It’s all hands on deck to deal with the significant workforce shortage at the region’s transportation agencies — mostly visibly at the MBTA.

“Some of the things that we’ve been looking internally at is, how we need to be more competitive with a lot of our positions,” said Thomas Waye, Chief of Human Resources for the MBTA. “We find ourselves competing for talent with new market entrants in terms of: we’re not just competing in our transportation space alone.”

Transit authorities like the MBTA are changing old rules and launching new initiatives — or considering them — to make their hundreds of open positions more appealing to candidates. Waye said more than half of Massachusetts transit agencies have increased starting pay in response to worker shortage issues. Thirty-eight percent have implemented sign-on bonuses, and 39% have implemented referral bonuses.

Waye painted a stark picture in a presentation to the Regional Transit Authority Council at a meeting run by the Massachusetts Department of Transportation, or MassDOT, where regional authorities pitched solutions to the workforce crisis. More than nine in 10 public transit agencies nationally stated they are having difficulty hiring new employees. About two-thirds of transit agencies indicated they’re having difficulty retaining employees. Nearly three in four transit agencies said they have either cut service or delayed service increases because of worker shortage issues.

“Given the challenges in the market right now, and given the shortages that we face, we're really trying to get outside of our trying to broaden the network of people that we're contacting and trying to reach further people,” said MassDOT Secretary Jamey Tesler.

MassDOT and the MBTA are seeking out hires with recent job fairs, but are also working on YouTube and other social media to get the word out that they’re hiring, and the kind of incentives they’re offering to applicants.

Bus operations jobs are hardest to fill. Part of that struggle has been in getting applicants with a commercial driver’s license, required to drive such a vehicle.

In light of the worker shortage, though, the MBTA changed its rules. The agency used to require job candidates to have a commercial driver’s license permit prior to being hired. But, for the next few months, three classes of bus operator applicants who don’t have the permit will get training in a new pilot program. The $75 fee for a permit will be covered, along with the $4,500 cost of the training course, and applicants will get paid while they’re studying. A sign-on bonus of $4,500 will be given to the new hires after a year with the MBTA.

The MBTA is hoping the pilot yields at least 60 new employees.

“We view this as a significant game-changer because that was our challenge,” Waye said. “We needed to put forth a little skin in the game in terms of engaging these applicants more discretely and helping them because there was a lot of drop-off in our process flow for applicants to get themselves qualified.”

But barriers still stand. Currently, a commercial driver’s license applicant has to take a permit test at the Registry of Motor Vehicles. Massachusetts State Police proctor the tests.

“Given the number of people we all need to hire and train currently, Why can't we permit, train and test our own people with somebody checking in on us through another process?” said Angie Gompert of the Martha’s Vineyard Transit Authority. She said she’d like to see regional transit authorities become able to permit, train and license applicants on their own, with occasional auditing from the Registry of Motor Vehicles.

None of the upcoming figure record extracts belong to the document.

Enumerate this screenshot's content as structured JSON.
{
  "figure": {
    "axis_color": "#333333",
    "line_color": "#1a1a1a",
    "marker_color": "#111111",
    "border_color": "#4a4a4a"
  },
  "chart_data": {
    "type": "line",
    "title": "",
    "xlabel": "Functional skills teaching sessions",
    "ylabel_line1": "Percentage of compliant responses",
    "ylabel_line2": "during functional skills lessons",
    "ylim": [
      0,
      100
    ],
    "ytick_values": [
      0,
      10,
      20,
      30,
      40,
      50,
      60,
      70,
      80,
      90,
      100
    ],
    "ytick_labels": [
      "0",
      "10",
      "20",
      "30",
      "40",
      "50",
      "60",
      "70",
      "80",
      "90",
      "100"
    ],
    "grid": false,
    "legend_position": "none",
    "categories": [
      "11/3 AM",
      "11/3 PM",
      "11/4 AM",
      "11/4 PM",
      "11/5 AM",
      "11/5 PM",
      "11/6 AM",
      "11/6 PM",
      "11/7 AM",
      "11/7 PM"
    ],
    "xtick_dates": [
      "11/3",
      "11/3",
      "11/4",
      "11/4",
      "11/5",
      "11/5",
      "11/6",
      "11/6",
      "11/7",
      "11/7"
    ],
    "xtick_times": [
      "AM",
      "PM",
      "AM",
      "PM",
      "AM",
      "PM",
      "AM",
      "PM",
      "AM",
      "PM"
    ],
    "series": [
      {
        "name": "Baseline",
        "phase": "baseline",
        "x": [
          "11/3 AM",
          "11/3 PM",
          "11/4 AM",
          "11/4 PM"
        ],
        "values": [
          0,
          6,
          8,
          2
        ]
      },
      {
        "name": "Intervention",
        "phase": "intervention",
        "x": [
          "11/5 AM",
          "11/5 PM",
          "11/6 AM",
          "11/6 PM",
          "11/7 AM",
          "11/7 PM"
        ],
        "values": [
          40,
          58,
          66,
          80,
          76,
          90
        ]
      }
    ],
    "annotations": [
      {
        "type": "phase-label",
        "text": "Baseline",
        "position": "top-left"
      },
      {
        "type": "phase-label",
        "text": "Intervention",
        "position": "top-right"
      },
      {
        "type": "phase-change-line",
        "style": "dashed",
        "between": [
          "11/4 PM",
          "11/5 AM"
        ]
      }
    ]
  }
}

“I’d like to be able to test them on-site, instead of trying to schedule a road test through the RMV for the State Police to come do it. Dealing with the RMV online system is a drag, and the State Police don’t have enough troopers to test,” she said.

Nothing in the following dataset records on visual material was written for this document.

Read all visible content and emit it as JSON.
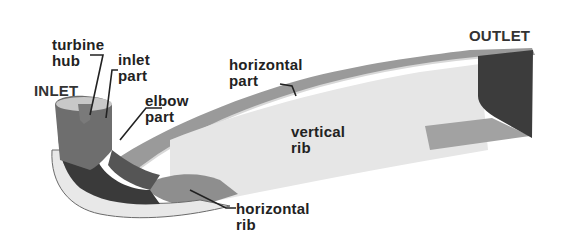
{
  "diagram": {
    "type": "3D draft tube geometry with labeled parts",
    "labels": {
      "inlet": "INLET",
      "outlet": "OUTLET",
      "turbine_hub": [
        "turbine",
        "hub"
      ],
      "inlet_part": [
        "inlet",
        "part"
      ],
      "elbow_part": [
        "elbow",
        "part"
      ],
      "horizontal_part": [
        "horizontal",
        "part"
      ],
      "vertical_rib": [
        "vertical",
        "rib"
      ],
      "horizontal_rib": [
        "horizontal",
        "rib"
      ]
    },
    "colors": {
      "background": "#ffffff",
      "dark_surface": "#3a3a3a",
      "mid_surface": "#8a8a8a",
      "light_surface": "#e4e4e4",
      "top_surface": "#9a9a9a",
      "text": "#222222"
    }
  }
}
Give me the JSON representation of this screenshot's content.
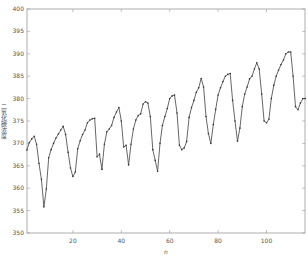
{
  "chart_data": {
    "type": "line",
    "title": "",
    "xlabel": "n",
    "ylabel": "二氧化碳浓度",
    "xlim": [
      0,
      116
    ],
    "ylim": [
      350,
      400
    ],
    "xticks": [
      20,
      40,
      60,
      80,
      100
    ],
    "yticks": [
      350,
      355,
      360,
      365,
      370,
      375,
      380,
      385,
      390,
      395,
      400
    ],
    "grid": false,
    "legend": null,
    "colors": {
      "line": "#555555",
      "marker": "#333333",
      "axis": "#999999"
    },
    "series": [
      {
        "name": "CO2",
        "x": [
          1,
          2,
          3,
          4,
          5,
          6,
          7,
          8,
          9,
          10,
          11,
          12,
          13,
          14,
          15,
          16,
          17,
          18,
          19,
          20,
          21,
          22,
          23,
          24,
          25,
          26,
          27,
          28,
          29,
          30,
          31,
          32,
          33,
          34,
          35,
          36,
          37,
          38,
          39,
          40,
          41,
          42,
          43,
          44,
          45,
          46,
          47,
          48,
          49,
          50,
          51,
          52,
          53,
          54,
          55,
          56,
          57,
          58,
          59,
          60,
          61,
          62,
          63,
          64,
          65,
          66,
          67,
          68,
          69,
          70,
          71,
          72,
          73,
          74,
          75,
          76,
          77,
          78,
          79,
          80,
          81,
          82,
          83,
          84,
          85,
          86,
          87,
          88,
          89,
          90,
          91,
          92,
          93,
          94,
          95,
          96,
          97,
          98,
          99,
          100,
          101,
          102,
          103,
          104,
          105,
          106,
          107,
          108,
          109,
          110,
          111,
          112,
          113,
          114,
          115,
          116
        ],
        "values": [
          368.5,
          370.2,
          371.0,
          371.6,
          369.8,
          365.5,
          362.0,
          355.8,
          359.8,
          366.8,
          368.6,
          370.0,
          371.2,
          372.1,
          373.0,
          373.8,
          372.0,
          368.0,
          364.5,
          362.6,
          363.6,
          368.8,
          370.6,
          372.0,
          373.0,
          374.6,
          375.2,
          375.5,
          375.6,
          367.0,
          367.6,
          364.2,
          369.8,
          372.6,
          373.2,
          374.0,
          375.8,
          377.0,
          378.0,
          375.0,
          369.2,
          369.6,
          365.2,
          369.8,
          373.2,
          375.2,
          376.2,
          376.6,
          378.8,
          379.3,
          379.0,
          376.0,
          368.6,
          366.2,
          363.8,
          370.0,
          374.0,
          376.0,
          377.8,
          380.0,
          380.6,
          380.8,
          376.8,
          369.6,
          368.6,
          369.0,
          370.4,
          375.8,
          378.0,
          379.6,
          381.4,
          382.4,
          384.5,
          382.6,
          376.0,
          372.2,
          370.0,
          374.2,
          377.6,
          380.8,
          382.4,
          383.8,
          385.0,
          385.4,
          385.6,
          379.6,
          375.0,
          370.5,
          373.4,
          378.2,
          381.0,
          382.6,
          384.4,
          385.0,
          386.6,
          388.0,
          386.6,
          381.0,
          375.0,
          374.6,
          375.4,
          380.0,
          383.0,
          385.0,
          386.4,
          387.6,
          388.6,
          390.0,
          390.4,
          390.4,
          385.0,
          378.2,
          377.5,
          379.0,
          380.0,
          380.0
        ]
      }
    ]
  }
}
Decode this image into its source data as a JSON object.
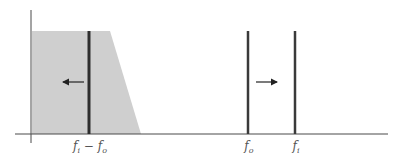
{
  "diagram": {
    "type": "frequency-spectrum",
    "colors": {
      "axis": "#4a4a4a",
      "shaded_region": "#cfcfcf",
      "lines": "#3a3a3a",
      "arrows": "#222222",
      "labels": "#555555"
    },
    "axes": {
      "x_axis": {
        "y": 134,
        "x_start": 15,
        "x_end": 388
      },
      "y_axis": {
        "x": 31,
        "y_start": 10,
        "y_end": 143
      }
    },
    "shaded_region": {
      "shape": "trapezoid",
      "points": [
        [
          32,
          31
        ],
        [
          110,
          31
        ],
        [
          141,
          134
        ],
        [
          32,
          134
        ]
      ]
    },
    "lines": [
      {
        "id": "difference",
        "x": 89,
        "label_base": "f",
        "label_sub1": "i",
        "label_op": " − ",
        "label_base2": "f",
        "label_sub2": "o"
      },
      {
        "id": "fo",
        "x": 248,
        "label_base": "f",
        "label_sub1": "o"
      },
      {
        "id": "fi",
        "x": 295,
        "label_base": "f",
        "label_sub1": "i"
      }
    ],
    "arrows": [
      {
        "id": "arrow-left",
        "direction": "left",
        "from_x": 84,
        "to_x": 63,
        "y": 82
      },
      {
        "id": "arrow-right",
        "direction": "right",
        "from_x": 256,
        "to_x": 277,
        "y": 82
      }
    ]
  },
  "labels": {
    "diff": {
      "f1": "f",
      "s1": "i",
      "op": " − ",
      "f2": "f",
      "s2": "o"
    },
    "fo": {
      "f": "f",
      "s": "o"
    },
    "fi": {
      "f": "f",
      "s": "i"
    }
  }
}
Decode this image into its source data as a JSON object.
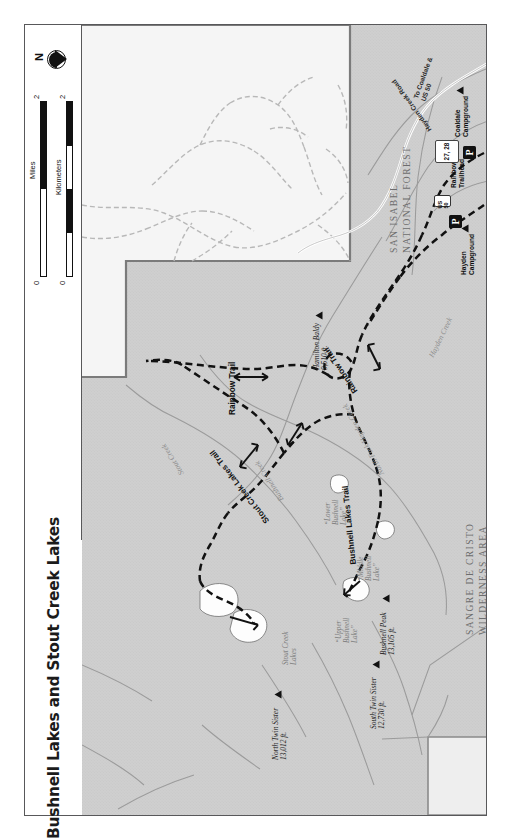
{
  "title": "Bushnell Lakes and Stout Creek Lakes",
  "compass": {
    "north_label": "N",
    "icon": "compass-rose-icon"
  },
  "scale": {
    "kilometers": {
      "unit_label": "Kilometers",
      "min": "0",
      "max": "2"
    },
    "miles": {
      "unit_label": "Miles",
      "min": "0",
      "max": "2"
    }
  },
  "area_labels": [
    {
      "name": "san-isabel-national-forest",
      "line1": "SAN ISABEL",
      "line2": "NATIONAL FOREST"
    },
    {
      "name": "sangre-de-cristo-wilderness",
      "line1": "SANGRE DE CRISTO",
      "line2": "WILDERNESS AREA"
    }
  ],
  "peaks": [
    {
      "name": "north-twin-sister",
      "label": "North Twin Sister",
      "elevation": "13,012 ft."
    },
    {
      "name": "south-twin-sister",
      "label": "South Twin Sister",
      "elevation": "12,730 ft."
    },
    {
      "name": "bushnell-peak",
      "label": "Bushnell Peak",
      "elevation": "13,105 ft."
    },
    {
      "name": "hamilton-baldy",
      "label": "Hamilton Baldy",
      "elevation": "9,510 ft."
    }
  ],
  "lakes": [
    {
      "name": "stout-creek-lakes",
      "line1": "Stout Creek",
      "line2": "Lakes"
    },
    {
      "name": "lower-bushnell-lake",
      "line1": "“Lower",
      "line2": "Bushnell",
      "line3": "Lake”"
    },
    {
      "name": "middle-bushnell-lake",
      "line1": "“Middle",
      "line2": "Bushnell",
      "line3": "Lake”"
    },
    {
      "name": "upper-bushnell-lake",
      "line1": "“Upper",
      "line2": "Bushnell",
      "line3": "Lake”"
    }
  ],
  "streams": [
    {
      "name": "stout-creek",
      "label": "Stout Creek"
    },
    {
      "name": "bushnell-creek",
      "label": "Bushnell Creek"
    },
    {
      "name": "north-fork-hayden-creek",
      "label": "North Fork Hayden Creek"
    },
    {
      "name": "hayden-creek",
      "label": "Hayden Creek"
    }
  ],
  "trails": [
    {
      "name": "rainbow-trail-west",
      "label": "Rainbow Trail"
    },
    {
      "name": "rainbow-trail-east",
      "label": "Rainbow Trail"
    },
    {
      "name": "bushnell-lakes-trail",
      "label": "Bushnell Lakes Trail"
    },
    {
      "name": "stout-creek-lakes-trail",
      "label": "Stout Creek Lakes Trail"
    }
  ],
  "poi": [
    {
      "name": "coaldale-campground",
      "line1": "Coaldale",
      "line2": "Campground",
      "marker": "campground-triangle-icon"
    },
    {
      "name": "rainbow-trailhead",
      "line1": "Rainbow",
      "line2": "Trailhead",
      "marker": "parking-icon"
    },
    {
      "name": "hayden-campground",
      "line1": "Hayden",
      "line2": "Campground",
      "marker": "campground-triangle-icon"
    }
  ],
  "roads": [
    {
      "name": "hayden-creek-road",
      "label": "Hayden Creek Road"
    },
    {
      "name": "to-coaldale-us50",
      "line1": "To Coaldale &",
      "line2": "US 50"
    }
  ],
  "shields": [
    {
      "name": "route-shield-us50",
      "label": "US 50"
    }
  ],
  "mile_markers": [
    {
      "name": "mile-marker-27-28",
      "label": "27, 28"
    }
  ],
  "colors": {
    "forest_fill": "#cfcfcf",
    "private_fill": "#f4f4f4",
    "trail_line": "#111111",
    "water_line": "#9a9a9a",
    "road_line": "#ffffff",
    "frame": "#58585a",
    "title_text": "#1b1b1b"
  }
}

Paula Leary with the Nantucket Regional Transit Authority said having the driver’s test on the island instead of far off on the mainland along with “existence of housing for workforce people” were her greatest concerns.

Gompert suggested the region’s transit authorities have an opportunity to get employees with commercial driver’s licenses through the H-2B visa program, which allows employers to hire noncitizens for labor that isn’t agricultural.

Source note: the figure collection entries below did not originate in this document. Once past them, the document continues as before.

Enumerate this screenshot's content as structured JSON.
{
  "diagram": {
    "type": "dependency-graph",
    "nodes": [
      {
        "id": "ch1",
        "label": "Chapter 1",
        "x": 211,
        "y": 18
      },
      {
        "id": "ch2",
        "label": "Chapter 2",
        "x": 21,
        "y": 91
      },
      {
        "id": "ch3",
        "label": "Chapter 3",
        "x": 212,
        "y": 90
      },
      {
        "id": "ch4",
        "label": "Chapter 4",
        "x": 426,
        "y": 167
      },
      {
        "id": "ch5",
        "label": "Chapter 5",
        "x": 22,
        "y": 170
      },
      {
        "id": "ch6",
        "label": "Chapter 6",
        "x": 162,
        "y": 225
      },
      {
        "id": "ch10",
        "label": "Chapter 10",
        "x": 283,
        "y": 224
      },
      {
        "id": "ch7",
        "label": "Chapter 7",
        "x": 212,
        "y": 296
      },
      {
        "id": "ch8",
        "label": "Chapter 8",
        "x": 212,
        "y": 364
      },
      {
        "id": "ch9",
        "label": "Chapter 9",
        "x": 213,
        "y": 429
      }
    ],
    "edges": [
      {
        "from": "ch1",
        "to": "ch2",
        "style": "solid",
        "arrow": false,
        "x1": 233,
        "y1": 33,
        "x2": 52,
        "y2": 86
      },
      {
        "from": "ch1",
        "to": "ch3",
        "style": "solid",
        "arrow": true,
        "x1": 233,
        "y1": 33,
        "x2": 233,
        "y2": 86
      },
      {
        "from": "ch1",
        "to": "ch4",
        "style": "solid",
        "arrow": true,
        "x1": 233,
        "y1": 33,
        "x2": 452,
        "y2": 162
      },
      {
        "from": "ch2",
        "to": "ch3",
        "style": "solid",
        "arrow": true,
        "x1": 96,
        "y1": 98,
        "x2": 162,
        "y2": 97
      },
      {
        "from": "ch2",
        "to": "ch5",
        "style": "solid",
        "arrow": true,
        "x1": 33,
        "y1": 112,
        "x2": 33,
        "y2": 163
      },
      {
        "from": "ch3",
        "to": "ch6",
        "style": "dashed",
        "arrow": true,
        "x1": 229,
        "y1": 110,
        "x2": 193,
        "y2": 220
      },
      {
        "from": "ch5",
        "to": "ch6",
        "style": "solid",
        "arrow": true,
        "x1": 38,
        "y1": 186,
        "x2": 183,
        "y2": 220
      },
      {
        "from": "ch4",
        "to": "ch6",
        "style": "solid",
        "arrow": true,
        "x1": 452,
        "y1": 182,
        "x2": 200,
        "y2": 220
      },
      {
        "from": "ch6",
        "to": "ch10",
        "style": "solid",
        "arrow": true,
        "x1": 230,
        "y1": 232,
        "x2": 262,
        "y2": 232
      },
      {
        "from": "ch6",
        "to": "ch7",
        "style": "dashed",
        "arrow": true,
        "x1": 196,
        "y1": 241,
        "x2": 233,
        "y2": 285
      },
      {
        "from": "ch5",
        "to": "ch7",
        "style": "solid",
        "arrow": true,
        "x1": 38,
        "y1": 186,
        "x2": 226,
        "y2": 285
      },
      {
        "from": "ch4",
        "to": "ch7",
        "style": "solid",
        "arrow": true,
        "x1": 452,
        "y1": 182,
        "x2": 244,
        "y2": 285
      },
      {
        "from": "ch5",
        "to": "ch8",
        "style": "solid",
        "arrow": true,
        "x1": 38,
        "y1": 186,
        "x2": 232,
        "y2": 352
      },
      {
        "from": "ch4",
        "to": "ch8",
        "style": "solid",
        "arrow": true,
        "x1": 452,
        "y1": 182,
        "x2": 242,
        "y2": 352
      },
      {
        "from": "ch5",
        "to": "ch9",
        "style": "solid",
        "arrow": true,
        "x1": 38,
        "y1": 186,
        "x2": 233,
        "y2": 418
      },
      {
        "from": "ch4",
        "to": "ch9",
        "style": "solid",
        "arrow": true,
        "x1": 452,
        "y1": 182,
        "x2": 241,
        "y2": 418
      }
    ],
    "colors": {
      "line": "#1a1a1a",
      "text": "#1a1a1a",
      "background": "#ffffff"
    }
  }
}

“It seems to me that's some low-hanging fruit, maybe not super easy, but it could be something that could be very beneficial for us because it's proven and has worked previously,” she told the council.

The federal regulation governing commercial driver’s licenses, which Massachusetts opted into more than five years ago, now requires you to be a citizen or permanent resident to obtain one. She suggested consulting with the federal government to allow H-2B visa workers to get commercial driver’s licenses again. Gompert told GBH News there appears to be some flexibility nationwide for immigrants without legal status to get commercial driver’s licenses — it just varies per state.